Around 4pm I was returning to Ipswich, so I went in to the showroom in person. None of the staff seemed to know what it was about. One started fiddling slowly with a computer system. Another came off the phone and stood by, watching his colleague interestedly. This seemed absurd, so I asked all of them openly whether they knew about it -- the watcher promptly admitted it was him! I expected an apology for the failure to ring back, but it did not come.

I was told that on the day of the servicing the fitter had decided that the defective light could only be fixed by replacing the complete dashboard, at a price of £200. No-one had called me. No-one apparently knew. They merely ignored it and carried on.

This seemed incredible, so I spoke with the foreman of the garage and verified that this was the story that they were telling me. They one and all seemed to take it for granted that I wouldn't want the problem fixed. Nor did I wish to put my car in yet again just then.

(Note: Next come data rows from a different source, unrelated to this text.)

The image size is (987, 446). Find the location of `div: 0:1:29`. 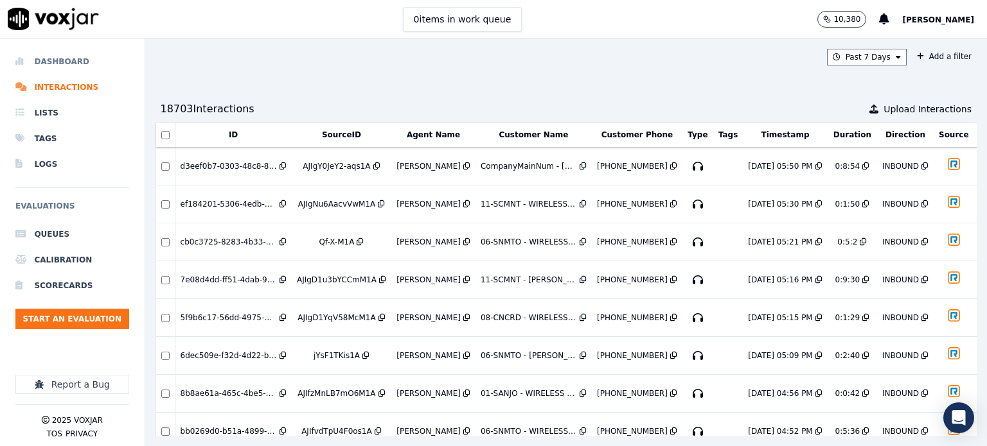

div: 0:1:29 is located at coordinates (847, 318).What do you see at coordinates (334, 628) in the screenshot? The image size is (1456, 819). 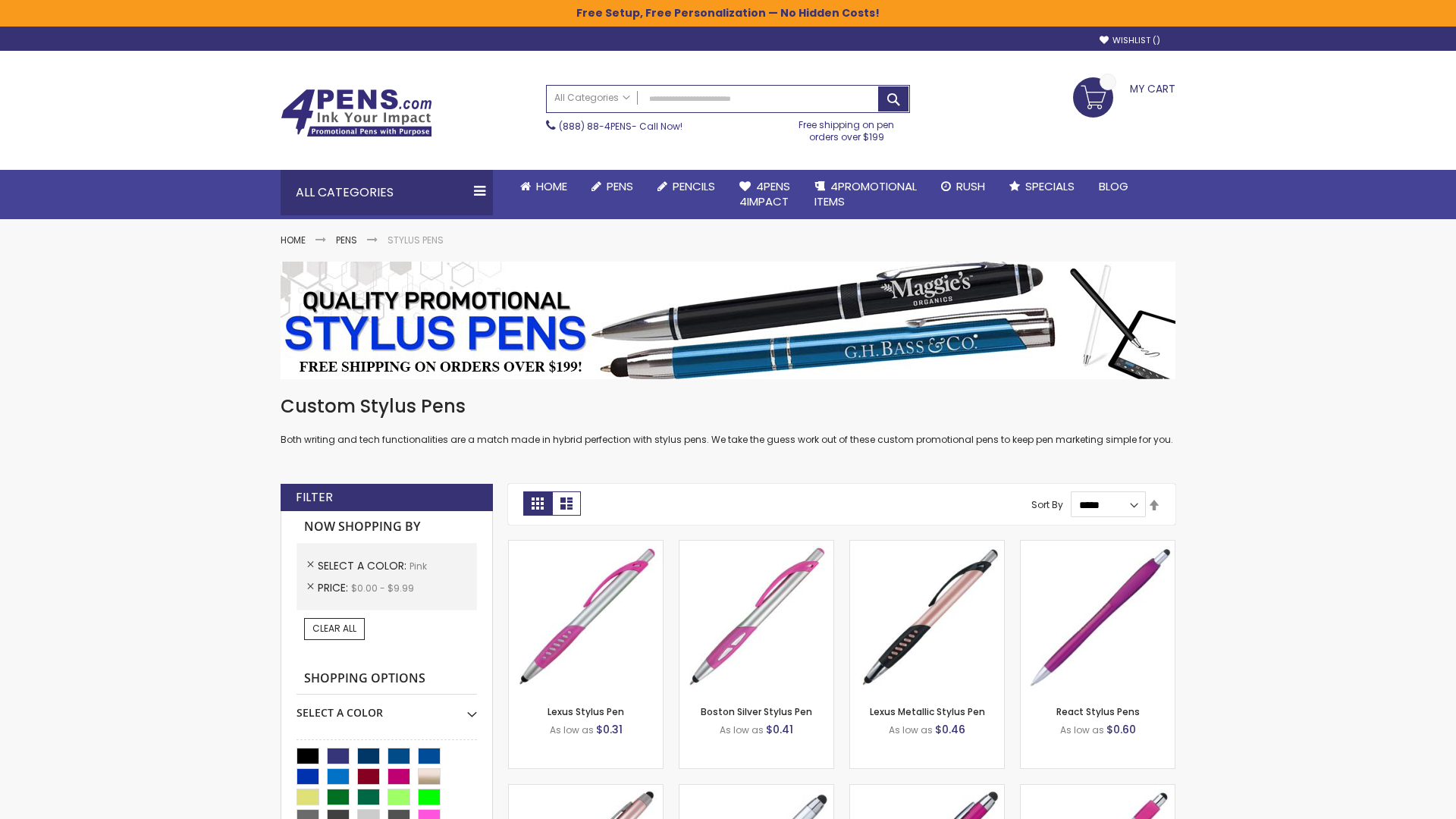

I am left with a problem, and some uncomfortable reflections. If it really does cost this much to fix a trivial problem, then why on earth are they so uninterested in fixing it? Fundamentally for them it's money for old rope. Yet all along I have met resistance. The original request mysteriously being omitted from the job sheet; attempts on check-in to get me to abandon the job; an ambiguous phone call which concealed that the fault was being left; failure to return calls; utter uninterest in getting the car in.

This is a business. Standard retail markup is 50%, so this cannot be less than £130 profit, surely? Why don't they want the money? Is there something I am not being told?